You might be familiar with the saying “The only constant in life is change”. What makes this saying even more convincing is the fact that we live in a world run by technologies that are changing by the second, and so are the customers’ expectations when they interact with it. With ever-changing technologies and customers’ expectations, marketing needs to evolve too.

Brands have to understand the customers’ interests, needs, and motivations as they interact with the brand in order to offer the best marketing solutions. To execute, analyze and improve a brand’s marketing across the customer lifecycle, marketers must adapt a group of technologies, known as Marketing Technology Stack, or Martech Stack. The purpose of optimizing this set of tools is to make difficult marketing processes easier, more efficient, and help marketing teams be more productive and generate better results. In other words, marketing technologies are used to streamline internal collaboration, analyze the performance of marketing campaigns, and conduct personalized and proactive communication with their customers online.
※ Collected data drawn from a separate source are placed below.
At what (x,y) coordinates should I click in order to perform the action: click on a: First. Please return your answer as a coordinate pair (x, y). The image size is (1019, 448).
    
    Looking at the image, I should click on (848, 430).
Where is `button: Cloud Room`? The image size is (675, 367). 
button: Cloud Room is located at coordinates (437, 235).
Enhancing User Journey’s through Consumer Behaviour analysis

There is not a one-size-fits-all approach to building the best martech stack. Depending on what type of business a brand is, that will impact which technologies the brand might find important. The brand has to attract, engage, analyze and optimize their users’ experiences. One way to do that is through Digital Experience Optimization (DXO). DXO is the ongoing process of understanding customers and providing the best possible experience for them across all touchpoints through experimenting, testing, and iterating repeatedly. Through Digital Experience Optimization, businesses have the resources to get real-time, data-informed views on their customers which will help them better understand how they should build their marketing strategies and their Martech stack. Simply put, the point is that it is not a question of whether a brand can afford to invest in analytics, it is a question of whether they can afford not to.

Architecting DXO

DXO is built upon four base elements: identifying, hypothesizing, testing, and evaluating. To identify the customers’ likes and needs, one has to get to know them. Having general data, like age and sex, will not give out the needed insight to identify the customers’ preferences. To meet the customers’ expectations, the brand has to understand how they behave and what triggers their actions across any and all touchpoints where they may interact with the brand.
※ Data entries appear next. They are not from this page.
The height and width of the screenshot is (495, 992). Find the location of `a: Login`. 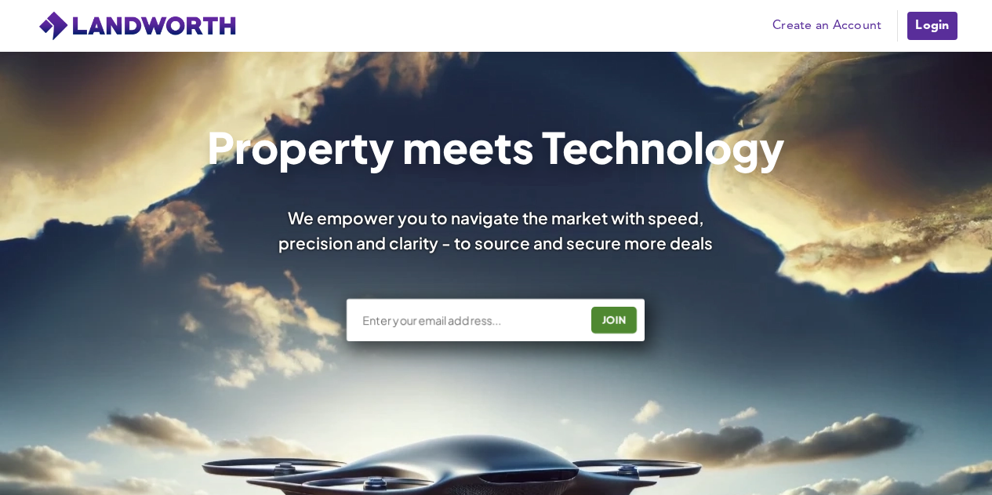

a: Login is located at coordinates (932, 26).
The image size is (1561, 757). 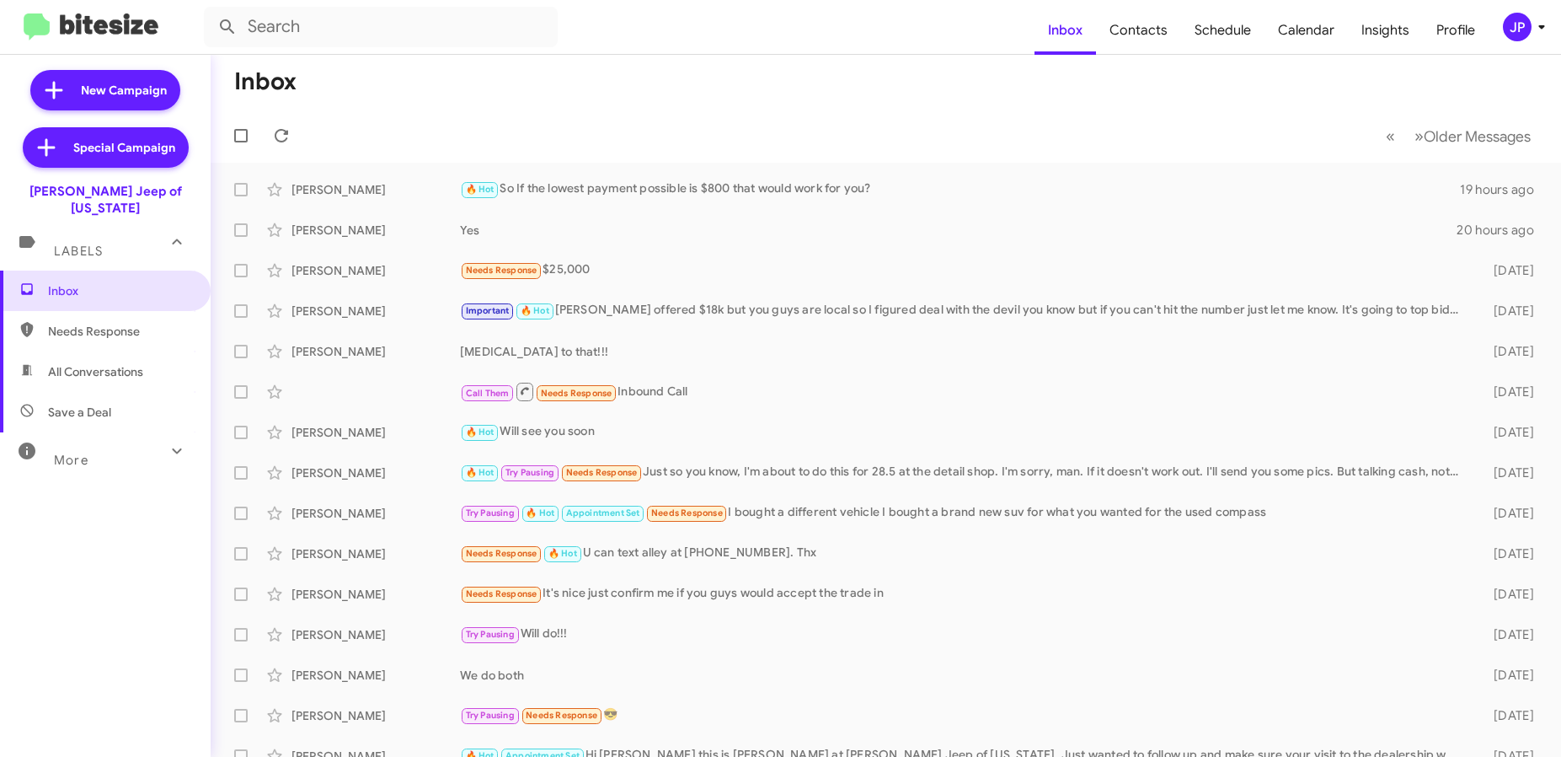 I want to click on button: Previous, so click(x=1390, y=136).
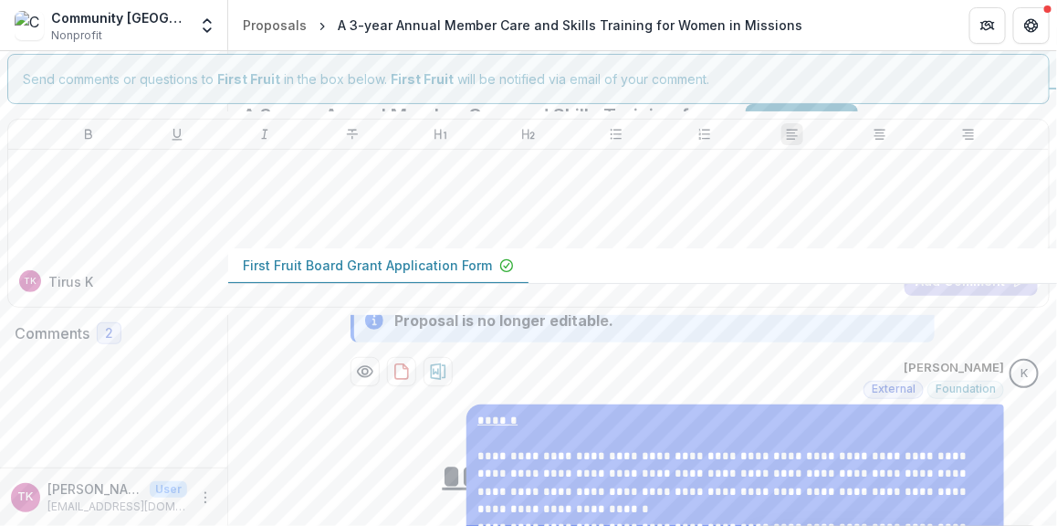 This screenshot has width=1057, height=526. I want to click on button: Heading 1, so click(441, 134).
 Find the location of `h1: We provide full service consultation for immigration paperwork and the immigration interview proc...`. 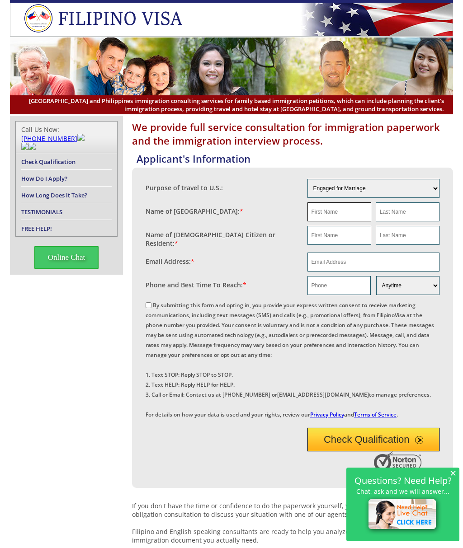

h1: We provide full service consultation for immigration paperwork and the immigration interview proc... is located at coordinates (292, 134).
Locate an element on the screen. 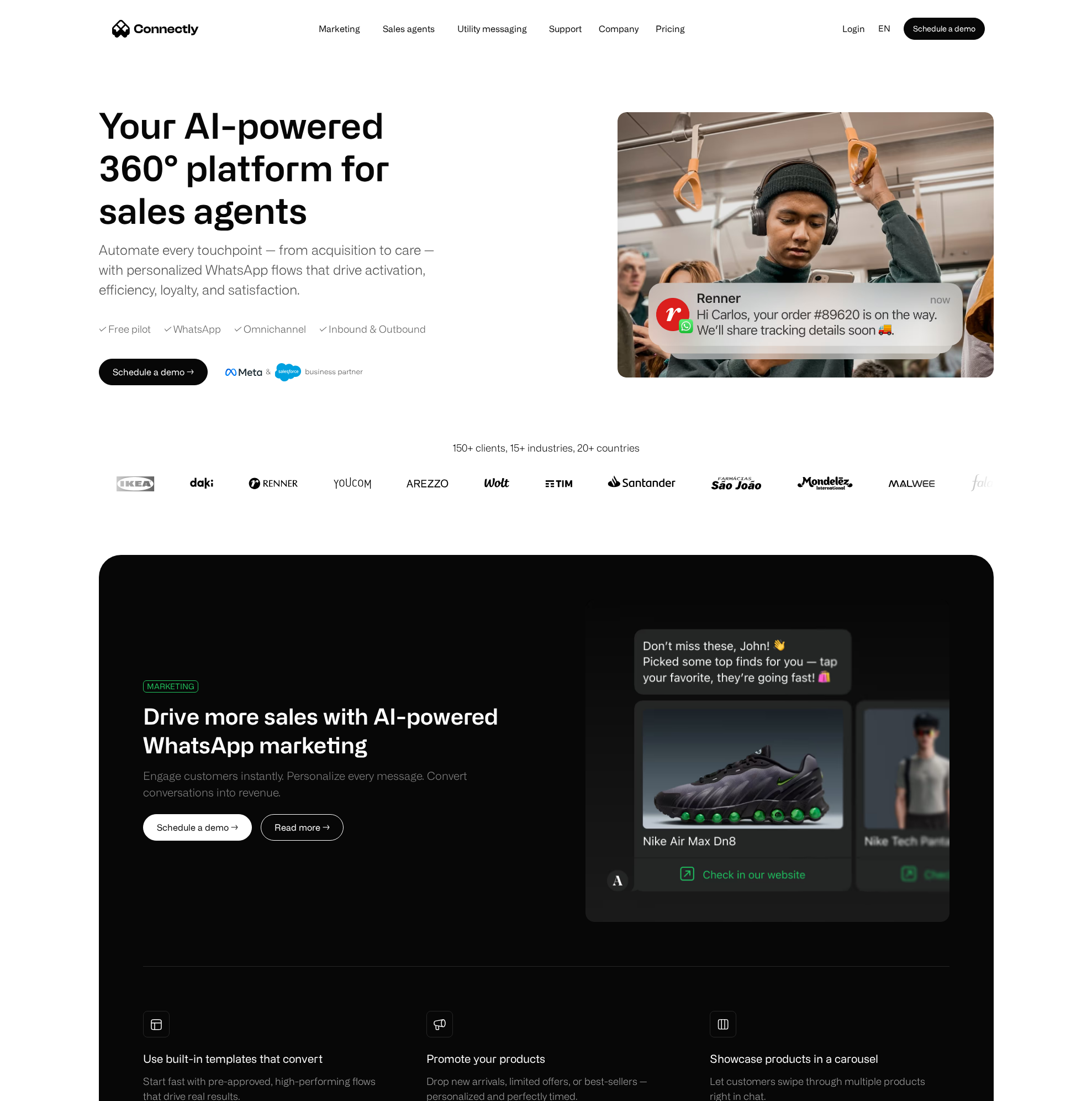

Of course, even with the more detailed information, the brand can only hypothesize how a potential tweak of the experience might result in consumer behavior. Therefore, not to hypothesize only, testing comes in hand. To confirm what will work best from the marketing strategy, the brand can engage A/B and Multivariate testing to determine successful consumer journey results. Analyzing the results and evaluating them is the next step. Based on the outcome, the brand then can choose to implement the proposed marketing strategy, make adjustments based on learnings and test again, or go back to brainstorming for other options.

Applying DXO

Digital Experience Optimization, as well as Martech Stack, is to do more with less. To epitomize all the benefits, brands will gain the following:

  • They match the brand’s goal with the customers' expectations;

  • Rich experience with touchpoint optimization;

  • Holistic visibility of customer data;

  • Ability to build customer-centric approach;

  • Optimal content usage;

  • Ability to optimize team productivity.
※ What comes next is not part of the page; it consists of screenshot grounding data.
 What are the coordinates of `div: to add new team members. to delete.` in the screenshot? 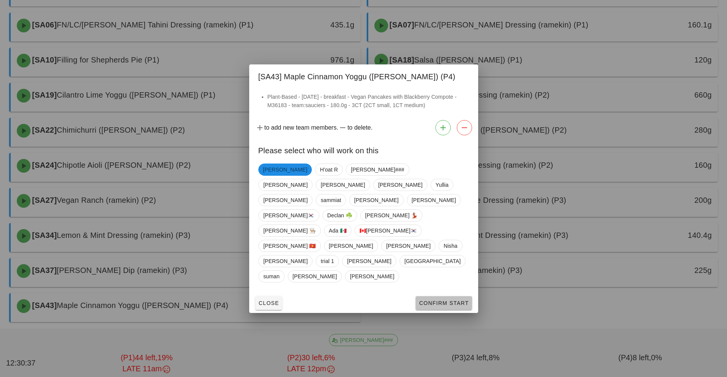 It's located at (364, 128).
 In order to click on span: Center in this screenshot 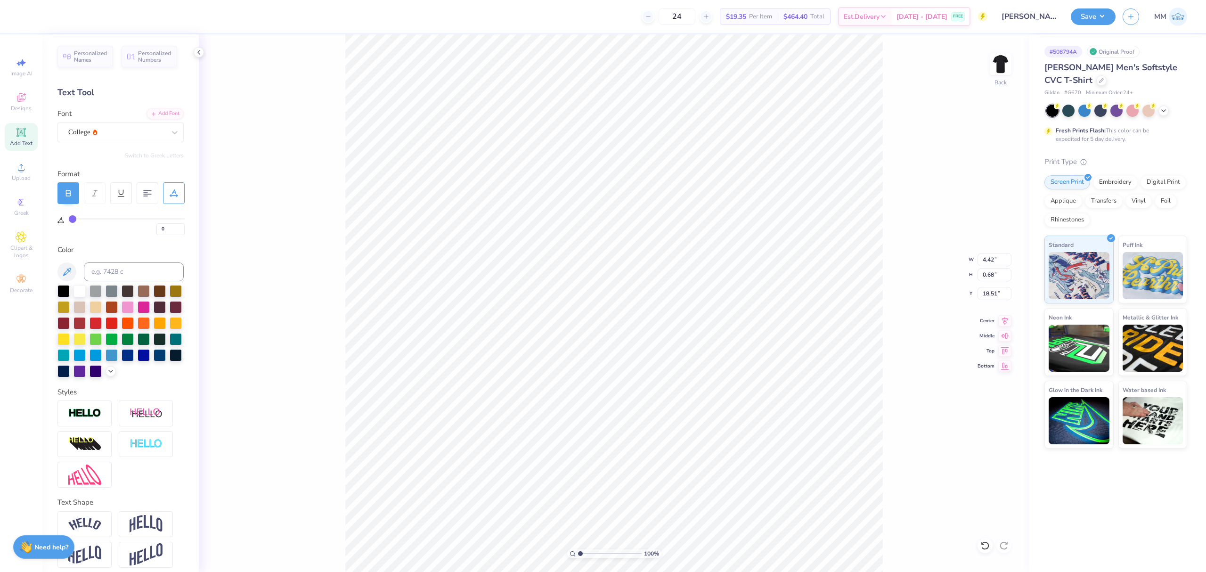, I will do `click(986, 321)`.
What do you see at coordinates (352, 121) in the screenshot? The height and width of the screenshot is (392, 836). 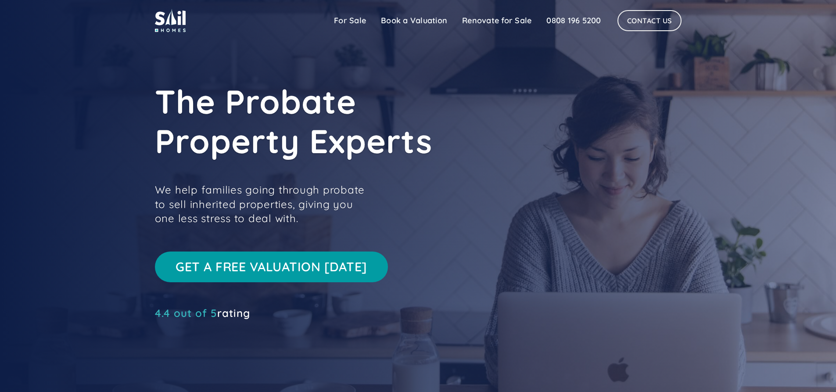 I see `h1: The Probate Property Experts` at bounding box center [352, 121].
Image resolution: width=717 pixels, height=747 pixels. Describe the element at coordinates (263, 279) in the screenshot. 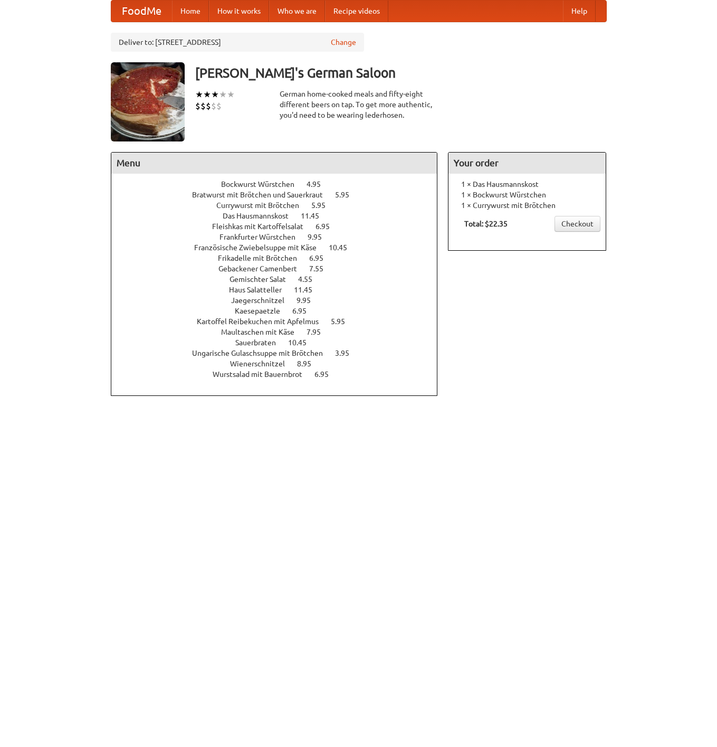

I see `span: Gemischter Salat` at that location.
Despite the fact that a marketer’s main focus is on how to deliver an ideal series of interactions to their customers, these customers are only humans. These human customers do not analyze their interactions individually and then arrive at a satisfaction level as a result of aggregation of secluded interactions throughout the brand’s platform. They only remember the impression they got from interacting with the brand’s platform, if it met their expectations, and if they would use that platform again. Thus, a marketer’s goal is to always come up with ideas on how to deliver the seamless digital experiences the customers expect - and to boost conversion while locking in loyalty.